The lifecycle agent also accepts the full suite of --node-discovery-* flags so it can enumerate every candidate target node in the cluster. At a minimum you need --node-discovery-mode and either --node-discovery-dns-srv-addresses (DNS mode) or --node-discovery-file-path (file mode). The set of nodes visible to the lifecycle agent must include every warm/cold data node that any stage’s node_selector could match — use the same discovery configuration that the liaison nodes use. See the node discovery documentation for the complete reference.

Best Practices

  1. Node Labeling:
    • Use clear, consistent labels that reflect node capabilities and roles.
  2. Sizing Considerations:
    • Allocate more shards to hot nodes for higher write performance.
    • Optimize storage by reducing shard count in warm and cold stages.
  3. TTL Planning:
    • Set appropriate TTLs based on data access patterns.
    • Consider access frequency when defining stage transitions.
  4. Migration Scheduling:
    • Run migrations during off-peak periods.
    • Monitor system resource usage during migrations.
  5. Progress Tracking:
    • Use a persistent location for the progress file to aid in recovery.

Example Workflow

  1. Setup nodes with appropriate labels:

    Every node (liaison, hot, warm, cold, and the lifecycle agent itself) must point at the same node-discovery source so that the lifecycle agent and liaison nodes see the identical topology. The example below uses file mode with a shared /etc/banyandb/nodes.yaml; see the node discovery documentation for DNS mode.

    # Liaison node
    banyand liaison \
      --node-discovery-mode=file \
      --node-discovery-file-path=/etc/banyandb/nodes.yaml
    
    # Hot data node
    banyand data \
      --node-labels type=hot \
      --grpc-port 17912 \
      --node-discovery-mode=file \
      --node-discovery-file-path=/etc/banyandb/nodes.yaml
    
    # Warm data node
    banyand data \
      --node-labels type=warm \
      --grpc-port 18912 \
      --node-discovery-mode=file \
      --node-discovery-file-path=/etc/banyandb/nodes.yaml
    
  2. Create a group with lifecycle stages.

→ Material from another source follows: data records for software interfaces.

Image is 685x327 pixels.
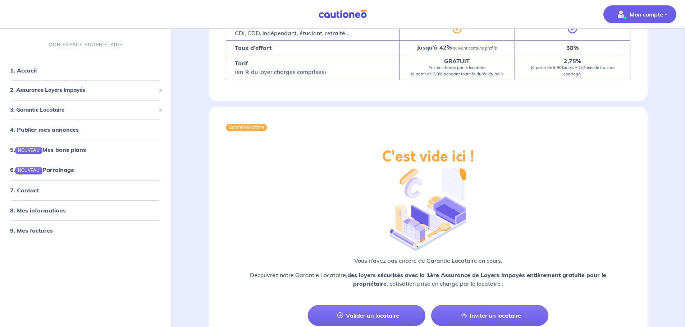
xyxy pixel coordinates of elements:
[3,163,168,177] div: 6.NOUVEAUParrainage
[382,148,474,166] h2: C'est vide ici !
[431,305,548,326] a: Inviter un locataire
[10,187,39,194] a: 7. Contact
[390,163,465,251] img: illu_empty_gl.png
[615,9,626,20] img: illu_account_valid_menu.svg
[10,146,86,153] a: 5.NOUVEAUMes bons plans
[453,46,497,51] em: suivant certains profils
[10,86,156,95] span: 2. Assurance Loyers Impayés
[530,65,614,77] em: (à partir de 9,90€/mois + 1€/mois de frais de courtage)
[3,143,168,157] div: 5.NOUVEAUMes bons plans
[10,106,156,114] span: 3. Garantie Locataire
[563,57,581,65] strong: 2,75%
[10,67,37,74] a: 1. Accueil
[3,183,168,198] div: 7. Contact
[316,10,369,19] img: Cautioneo
[417,44,451,51] strong: Jusqu’à 42%
[410,65,503,77] em: Pris en charge par le locataire (à partir de 2,9% pendant toute la durée du bail)
[3,103,168,117] div: 3. Garantie Locataire
[566,44,578,51] strong: 38%
[3,203,168,218] div: 8. Mes informations
[3,63,168,78] div: 1. Accueil
[3,83,168,97] div: 2. Assurance Loyers Impayés
[347,272,606,287] strong: des loyers sécurisés avec la 1ère Assurance de Loyers Impayés entièrement gratuite pour le propri...
[10,207,66,214] a: 8. Mes informations
[235,44,271,51] strong: Taux d’effort
[235,20,349,37] p: CDI, CDD, indépendant, étudiant, retraité...
[226,271,630,288] p: Découvrez notre Garantie Locataire, , cotisation prise en charge par le locataire :
[444,57,469,65] strong: GRATUIT
[226,257,630,265] p: Vous n’avez pas encore de Garantie Locataire en cours.
[603,5,676,23] button: illu_account_valid_menu.svgMon compte
[235,60,248,67] strong: Tarif
[3,224,168,238] div: 9. Mes factures
[235,59,326,76] p: (en % du loyer charges comprises)
[308,305,425,326] a: Valider un locataire
[226,124,267,131] div: Garantie locataire
[10,166,74,174] a: 6.NOUVEAUParrainage
[3,123,168,137] div: 4. Publier mes annonces
[10,126,79,133] a: 4. Publier mes annonces
[49,41,123,48] p: MON ESPACE PROPRIÉTAIRE
[10,227,53,234] a: 9. Mes factures
[629,10,663,19] p: Mon compte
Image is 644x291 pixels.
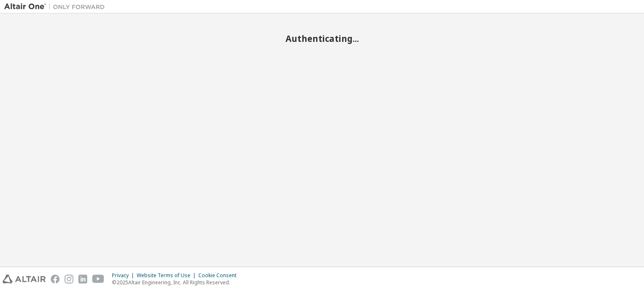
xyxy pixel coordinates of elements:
[4,33,640,44] h2: Authenticating...
[137,273,198,279] div: Website Terms of Use
[2,275,46,284] img: altair_logo.svg
[112,279,242,286] p: © 2025 Altair Engineering, Inc. All Rights Reserved.
[64,275,73,284] img: instagram.svg
[51,275,60,284] img: facebook.svg
[92,275,104,284] img: youtube.svg
[198,273,242,279] div: Cookie Consent
[79,275,87,284] img: linkedin.svg
[112,273,137,279] div: Privacy
[4,2,109,11] img: Altair One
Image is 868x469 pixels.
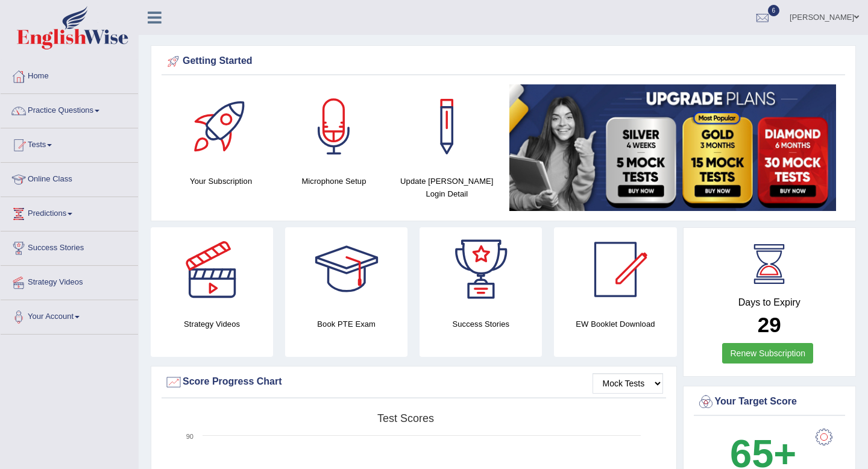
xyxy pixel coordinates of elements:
h4: Days to Expiry [697,297,843,308]
a: Success Stories [1,232,138,261]
div: Your Target Score [697,394,843,411]
a: Tests [1,128,138,159]
h4: Strategy Videos [151,318,273,331]
b: 29 [758,313,782,337]
h4: Update [PERSON_NAME] Login Detail [397,175,498,200]
div: Score Progress Chart [165,373,663,391]
a: Online Class [1,163,138,193]
h4: Success Stories [420,318,542,331]
h4: EW Booklet Download [555,318,677,331]
a: Predictions [1,198,138,227]
h4: Microphone Setup [283,175,384,187]
span: 6 [768,5,780,16]
a: Your Account [1,300,138,331]
a: Renew Subscription [723,343,814,364]
img: small5.jpg [509,85,836,211]
div: Getting Started [165,52,842,71]
a: Strategy Videos [1,266,138,296]
a: Practice Questions [1,94,138,124]
tspan: Test scores [377,412,434,425]
h4: Your Subscription [170,175,271,187]
a: Home [1,60,138,90]
text: 90 [187,433,194,440]
h4: Book PTE Exam [285,318,408,331]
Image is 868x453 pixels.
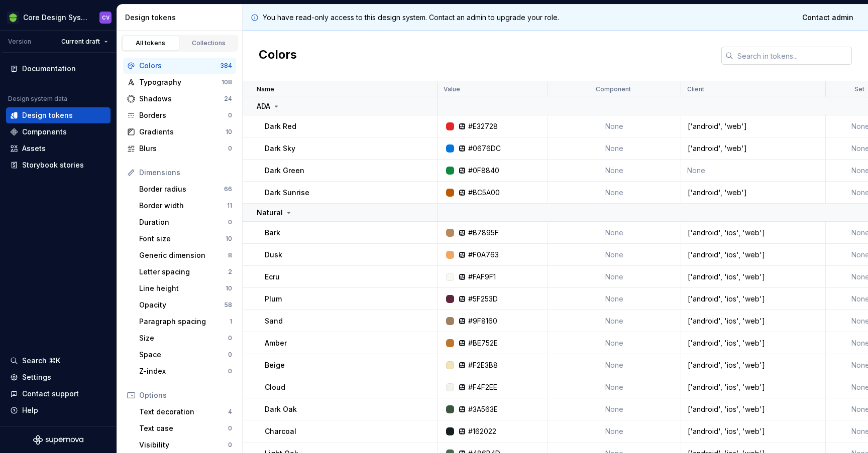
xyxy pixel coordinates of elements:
[135,198,236,213] a: Border width11
[548,420,681,443] td: None
[22,372,51,383] div: Settings
[226,285,232,293] div: 10
[681,250,825,260] div: ['android', 'ios', 'web']
[139,267,228,277] div: Letter spacing
[468,383,497,392] div: #F4F2EE
[548,115,681,138] td: None
[687,85,704,94] p: Client
[139,317,229,326] div: Paragraph spacing
[681,159,825,182] td: None
[681,272,825,282] div: ['android', 'ios', 'web']
[265,121,296,132] p: Dark Red
[265,360,285,370] p: Beige
[123,124,236,140] a: Gradients10
[228,252,232,259] div: 8
[259,46,297,64] h2: Colors
[6,157,110,173] a: Storybook stories
[468,404,498,414] div: #3A563E
[123,91,236,107] a: Shadows24
[139,407,228,417] div: Text decoration
[265,228,280,238] p: Bark
[855,85,864,94] p: Set
[548,244,681,266] td: None
[548,138,681,159] td: None
[681,316,825,326] div: ['android', 'ios', 'web']
[139,423,228,434] div: Text case
[468,294,498,304] div: #5F253D
[265,316,283,326] p: Sand
[139,144,228,153] div: Blurs
[139,333,228,343] div: Size
[228,425,232,433] div: 0
[135,420,236,437] a: Text case0
[135,314,236,329] a: Paragraph spacing1
[224,185,232,193] div: 66
[681,228,825,238] div: ['android', 'ios', 'web']
[22,389,79,399] div: Contact support
[221,79,232,86] div: 108
[123,58,236,73] a: Colors384
[139,440,228,450] div: Visibility
[8,37,31,46] div: Version
[795,8,860,27] a: Contact admin
[468,316,497,326] div: #9F8160
[468,165,499,175] div: #0F8840
[135,264,236,280] a: Letter spacing2
[139,350,228,359] div: Space
[265,426,296,437] p: Charcoal
[6,386,110,402] button: Contact support
[135,404,236,420] a: Text decoration4
[6,369,110,386] a: Settings
[548,266,681,288] td: None
[135,297,236,313] a: Opacity58
[444,85,460,94] p: Value
[265,165,304,175] p: Dark Green
[228,367,232,375] div: 0
[548,310,681,332] td: None
[8,95,67,103] div: Design system data
[228,334,232,342] div: 0
[135,363,236,380] a: Z-index0
[139,94,224,104] div: Shadows
[139,234,226,244] div: Font size
[229,317,232,326] div: 1
[228,268,232,276] div: 2
[139,127,226,137] div: Gradients
[139,201,227,210] div: Border width
[22,144,46,153] div: Assets
[6,124,110,140] a: Components
[262,13,559,22] p: You have read-only access to this design system. Contact an admin to upgrade your role.
[22,64,76,73] div: Documentation
[2,7,115,28] button: Core Design SystemCV
[228,350,232,359] div: 0
[139,390,232,401] div: Options
[139,110,228,121] div: Borders
[256,101,270,112] p: ADA
[139,77,221,88] div: Typography
[22,110,73,121] div: Design tokens
[468,121,498,132] div: #E32728
[224,95,232,103] div: 24
[33,435,83,445] svg: Supernova Logo
[139,168,232,177] div: Dimensions
[681,360,825,370] div: ['android', 'ios', 'web']
[548,398,681,420] td: None
[265,338,287,348] p: Amber
[265,294,282,304] p: Plum
[139,250,228,261] div: Generic dimension
[681,426,825,437] div: ['android', 'ios', 'web']
[184,39,234,47] div: Collections
[256,85,274,94] p: Name
[125,13,238,22] div: Design tokens
[228,408,232,416] div: 4
[22,160,84,170] div: Storybook stories
[22,127,67,137] div: Components
[6,61,110,77] a: Documentation
[139,300,224,310] div: Opacity
[548,354,681,376] td: None
[139,61,220,70] div: Colors
[135,214,236,231] a: Duration0
[228,218,232,226] div: 0
[265,404,297,414] p: Dark Oak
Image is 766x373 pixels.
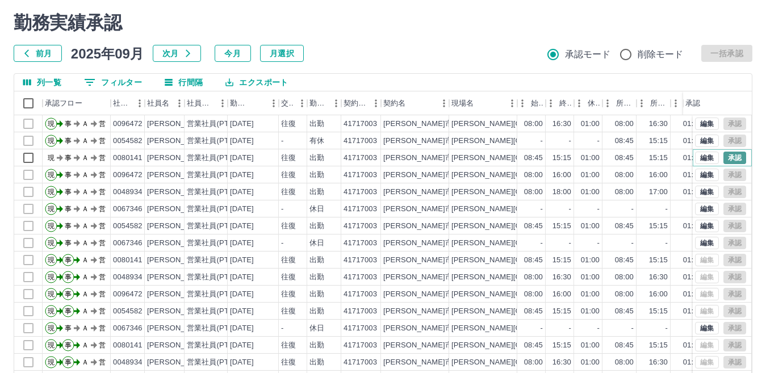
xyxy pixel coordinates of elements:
[452,289,654,300] div: [PERSON_NAME][GEOGRAPHIC_DATA][PERSON_NAME]
[504,95,521,112] button: メニュー
[147,91,169,115] div: 社員名
[230,91,249,115] div: 勤務日
[531,91,544,115] div: 始業
[452,187,654,198] div: [PERSON_NAME][GEOGRAPHIC_DATA][PERSON_NAME]
[82,290,89,298] text: Ａ
[113,255,143,266] div: 0080141
[310,119,324,130] div: 出勤
[581,119,600,130] div: 01:00
[65,171,72,179] text: 事
[649,170,668,181] div: 16:00
[524,272,543,283] div: 08:00
[615,221,634,232] div: 08:45
[48,290,55,298] text: 現
[649,119,668,130] div: 16:30
[43,91,111,115] div: 承認フロー
[147,323,209,334] div: [PERSON_NAME]
[588,91,600,115] div: 休憩
[265,95,282,112] button: メニュー
[452,255,654,266] div: [PERSON_NAME][GEOGRAPHIC_DATA][PERSON_NAME]
[344,91,368,115] div: 契約コード
[187,204,247,215] div: 営業社員(PT契約)
[187,238,247,249] div: 営業社員(PT契約)
[383,204,453,215] div: [PERSON_NAME]市
[113,153,143,164] div: 0080141
[598,136,600,147] div: -
[147,187,209,198] div: [PERSON_NAME]
[281,238,283,249] div: -
[310,306,324,317] div: 出勤
[131,95,148,112] button: メニュー
[82,154,89,162] text: Ａ
[695,152,719,164] button: 編集
[649,187,668,198] div: 17:00
[99,171,106,179] text: 営
[187,170,247,181] div: 営業社員(PT契約)
[65,256,72,264] text: 事
[683,272,702,283] div: 01:00
[65,290,72,298] text: 事
[383,272,453,283] div: [PERSON_NAME]市
[683,306,702,317] div: 01:00
[616,91,635,115] div: 所定開始
[310,170,324,181] div: 出勤
[147,221,209,232] div: [PERSON_NAME]
[632,204,634,215] div: -
[82,137,89,145] text: Ａ
[82,256,89,264] text: Ａ
[452,119,654,130] div: [PERSON_NAME][GEOGRAPHIC_DATA][PERSON_NAME]
[553,187,571,198] div: 18:00
[147,170,209,181] div: [PERSON_NAME]
[695,118,719,130] button: 編集
[449,91,518,115] div: 現場名
[553,272,571,283] div: 16:30
[344,306,377,317] div: 41717003
[99,205,106,213] text: 営
[581,221,600,232] div: 01:00
[281,204,283,215] div: -
[294,95,311,112] button: メニュー
[632,238,634,249] div: -
[383,323,453,334] div: [PERSON_NAME]市
[615,289,634,300] div: 08:00
[99,273,106,281] text: 営
[153,45,201,62] button: 次月
[113,272,143,283] div: 0048934
[524,187,543,198] div: 08:00
[553,306,571,317] div: 15:15
[452,323,654,334] div: [PERSON_NAME][GEOGRAPHIC_DATA][PERSON_NAME]
[214,95,231,112] button: メニュー
[452,170,654,181] div: [PERSON_NAME][GEOGRAPHIC_DATA][PERSON_NAME]
[615,170,634,181] div: 08:00
[14,45,62,62] button: 前月
[524,289,543,300] div: 08:00
[368,95,385,112] button: メニュー
[683,289,702,300] div: 01:00
[48,171,55,179] text: 現
[281,289,296,300] div: 往復
[48,273,55,281] text: 現
[310,289,324,300] div: 出勤
[683,91,742,115] div: 承認
[383,289,453,300] div: [PERSON_NAME]市
[524,119,543,130] div: 08:00
[650,91,669,115] div: 所定終業
[695,169,719,181] button: 編集
[187,136,247,147] div: 営業社員(PT契約)
[695,135,719,147] button: 編集
[383,221,453,232] div: [PERSON_NAME]市
[569,204,571,215] div: -
[65,307,72,315] text: 事
[553,119,571,130] div: 16:30
[65,273,72,281] text: 事
[281,255,296,266] div: 往復
[99,222,106,230] text: 営
[666,204,668,215] div: -
[452,221,654,232] div: [PERSON_NAME][GEOGRAPHIC_DATA][PERSON_NAME]
[565,48,611,61] span: 承認モード
[541,323,543,334] div: -
[524,221,543,232] div: 08:45
[187,255,247,266] div: 営業社員(PT契約)
[344,238,377,249] div: 41717003
[113,91,131,115] div: 社員番号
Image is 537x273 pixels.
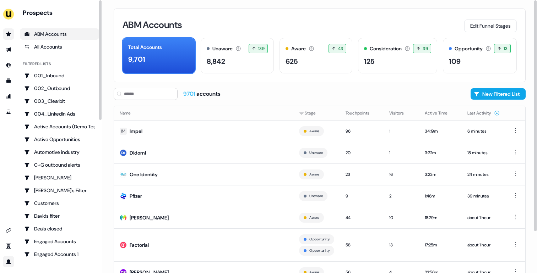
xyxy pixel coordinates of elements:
button: Opportunity [309,248,329,254]
button: Edit Funnel Stages [464,20,516,32]
a: Go to templates [3,75,14,87]
span: 39 [422,45,428,52]
div: Prospects [23,9,99,17]
button: Last Activity [467,107,499,120]
div: Active Opportunities [24,136,95,143]
div: All Accounts [24,43,95,50]
div: Active Accounts (Demo Test) [24,123,95,130]
a: Go to attribution [3,91,14,102]
div: Engaged Accounts [24,238,95,245]
div: 34:19m [424,128,456,135]
span: 43 [338,45,343,52]
a: Go to Customers [20,198,99,209]
div: Consideration [369,45,401,53]
div: Factorial [130,242,149,249]
a: Go to Active Opportunities [20,134,99,145]
div: Unaware [212,45,232,53]
div: 10 [389,214,413,221]
div: Total Accounts [128,44,162,51]
div: 001_Inbound [24,72,95,79]
a: Go to prospects [3,28,14,40]
a: Go to Davids filter [20,210,99,222]
div: One Identity [130,171,158,178]
a: Go to Charlotte's Filter [20,185,99,196]
a: Go to C+G outbound alerts [20,159,99,171]
div: C+G outbound alerts [24,161,95,169]
span: 139 [258,45,264,52]
button: Opportunity [309,236,329,243]
div: Stage [299,110,334,117]
a: Go to 001_Inbound [20,70,99,81]
div: 18:29m [424,214,456,221]
button: New Filtered List [470,88,525,100]
div: 8,842 [207,56,225,67]
button: Unaware [309,150,323,156]
a: Go to 002_Outbound [20,83,99,94]
div: Didomi [130,149,146,156]
div: 002_Outbound [24,85,95,92]
a: Go to experiments [3,106,14,118]
div: 17:25m [424,242,456,249]
div: Deals closed [24,225,95,232]
div: accounts [183,90,220,98]
div: 39 minutes [467,193,499,200]
div: Filtered lists [23,61,51,67]
a: Go to Geneviève's Filter [20,262,99,273]
div: 13 [389,242,413,249]
a: Go to integrations [3,225,14,236]
div: 96 [345,128,378,135]
a: Go to Deals closed [20,223,99,235]
div: IM [121,128,125,135]
button: Unaware [309,193,323,199]
div: 20 [345,149,378,156]
button: Visitors [389,107,412,120]
a: Go to Inbound [3,60,14,71]
a: All accounts [20,41,99,53]
a: Go to 004_LinkedIn Ads [20,108,99,120]
th: Name [114,106,293,120]
div: 625 [285,56,297,67]
div: Opportunity [454,45,482,53]
div: Engaged Accounts 1 [24,251,95,258]
a: Go to Engaged Accounts [20,236,99,247]
a: Go to Charlotte Stone [20,172,99,183]
div: Impel [130,128,142,135]
div: Aware [291,45,306,53]
div: Customers [24,200,95,207]
div: 004_LinkedIn Ads [24,110,95,117]
div: 44 [345,214,378,221]
span: 9701 [183,90,196,98]
div: [PERSON_NAME] [24,174,95,181]
div: 109 [449,56,460,67]
div: 16 [389,171,413,178]
a: Go to outbound experience [3,44,14,55]
div: [PERSON_NAME]'s Filter [24,264,95,271]
div: 23 [345,171,378,178]
div: ABM Accounts [24,31,95,38]
span: 13 [503,45,507,52]
div: [PERSON_NAME] [130,214,169,221]
div: about 1 hour [467,214,499,221]
div: 1 [389,149,413,156]
button: Aware [309,128,319,134]
div: 9 [345,193,378,200]
div: 9,701 [128,54,145,65]
a: Go to Engaged Accounts 1 [20,249,99,260]
div: 1:46m [424,193,456,200]
button: Touchpoints [345,107,378,120]
div: 1 [389,128,413,135]
button: Aware [309,171,319,178]
a: Go to profile [3,256,14,268]
a: ABM Accounts [20,28,99,40]
div: 24 minutes [467,171,499,178]
div: 3:22m [424,149,456,156]
div: 6 minutes [467,128,499,135]
div: Automotive industry [24,149,95,156]
h3: ABM Accounts [122,20,182,29]
div: 125 [364,56,374,67]
a: Go to 003_Clearbit [20,95,99,107]
a: Go to team [3,241,14,252]
div: about 1 hour [467,242,499,249]
div: 3:23m [424,171,456,178]
div: Davids filter [24,213,95,220]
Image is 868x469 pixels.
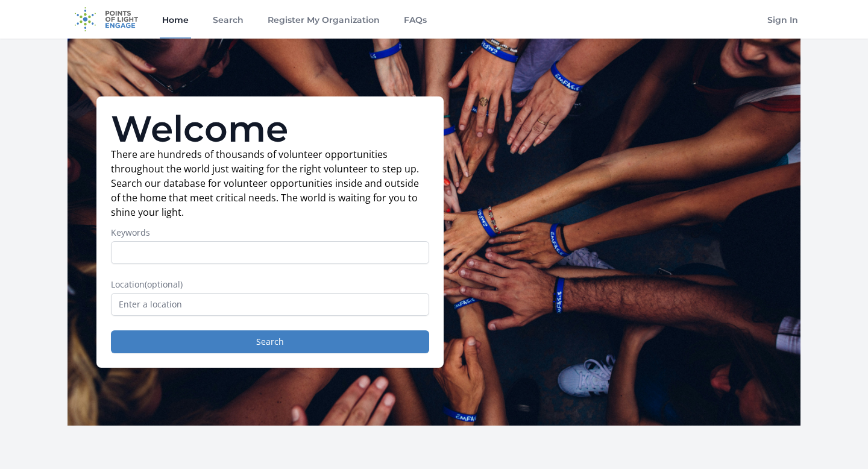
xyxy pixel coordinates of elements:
[111,278,429,290] label: Location
[111,330,429,353] button: Search
[111,147,429,219] p: There are hundreds of thousands of volunteer opportunities throughout the world just waiting for ...
[111,293,429,316] input: Enter a location
[144,278,183,290] span: (optional)
[111,111,429,147] h1: Welcome
[111,227,429,238] label: Keywords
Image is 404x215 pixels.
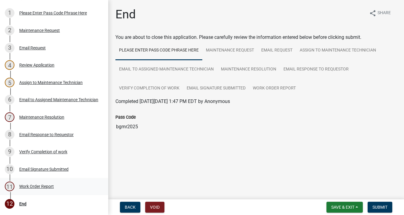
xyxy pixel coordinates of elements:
[5,95,14,104] div: 6
[377,10,391,17] span: Share
[5,181,14,191] div: 11
[369,10,376,17] i: share
[19,28,60,32] div: Maintenance Request
[115,115,136,119] label: Pass Code
[19,132,74,136] div: Email Response to Requestor
[19,46,46,50] div: Email Request
[202,41,257,60] a: Maintenance Request
[5,43,14,53] div: 3
[217,60,280,79] a: Maintenance Resolution
[145,201,164,212] button: Void
[296,41,379,60] a: Assign to Maintenance Technician
[19,11,87,15] div: Please Enter Pass Code Phrase Here
[367,201,392,212] button: Submit
[115,41,202,60] a: Please Enter Pass Code Phrase Here
[5,8,14,18] div: 1
[5,60,14,70] div: 4
[19,97,98,102] div: Email to Assigned Maintenance Technician
[19,201,26,206] div: End
[115,98,230,104] span: Completed [DATE][DATE] 1:47 PM EDT by Anonymous
[5,129,14,139] div: 8
[5,147,14,156] div: 9
[19,80,83,84] div: Assign to Maintenance Technician
[372,204,387,209] span: Submit
[5,112,14,122] div: 7
[5,164,14,174] div: 10
[115,79,183,98] a: Verify Completion of work
[5,26,14,35] div: 2
[115,60,217,79] a: Email to Assigned Maintenance Technician
[326,201,363,212] button: Save & Exit
[120,201,140,212] button: Back
[19,149,67,154] div: Verify Completion of work
[331,204,354,209] span: Save & Exit
[5,78,14,87] div: 5
[19,63,54,67] div: Review Application
[364,7,395,19] button: shareShare
[125,204,136,209] span: Back
[115,7,136,22] h1: End
[280,60,352,79] a: Email Response to Requestor
[115,34,397,145] div: You are about to close this application. Please carefully review the information entered below be...
[257,41,296,60] a: Email Request
[249,79,299,98] a: Work Order Report
[5,199,14,208] div: 12
[19,167,69,171] div: Email Signature Submitted
[19,115,64,119] div: Maintenance Resolution
[19,184,54,188] div: Work Order Report
[183,79,249,98] a: Email Signature Submitted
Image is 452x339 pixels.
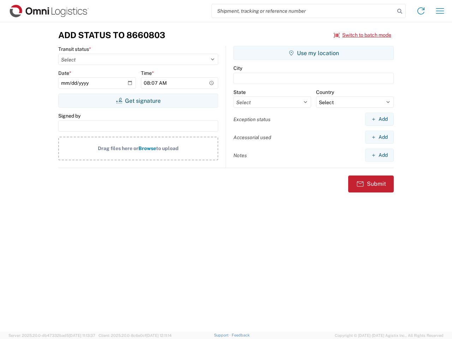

bydbctl connects the liaison node to create a group with lifecycle stages:

   bydbctl group create -f - <<EOF
metadata:
   name: example-group
catalog: CATALOG_MEASURE
resource_opts:
   shard_num: 4
   segment_interval:
      unit: UNIT_DAY
      num: 1
   ttl:
      unit: UNIT_DAY
      num: 7
   stages:
      - name: warm
      shard_num: 2
      segment_interval:
         unit: UNIT_DAY
         num: 7
      ttl:
         unit: UNIT_DAY
         num: 30
      node_selector: "type=warm"
      close: true
EOF
  1. Run the lifecycle agent:

lifecycle connects to the hot node (as its snapshot source via --grpc-addr) and uses node discovery to locate the warm/cold target nodes:

lifecycle \
  --node-labels type=hot \
  --grpc-addr 127.0.0.1:17912 \
  --stream-root-path /data/stream \
  --measure-root-path /data/measure \
  --trace-root-path /data/trace \
  --progress-file /data/progress.json \
  --node-discovery-mode=file \
  --node-discovery-file-path=/etc/banyandb/nodes.yaml
  1. Verify migration:
    • Check logs for progress details.
    • Query both hot and warm nodes to ensure data availability.

This process automatically migrates data according to the defined lifecycle stages, optimizing your storage usage while maintaining data availability.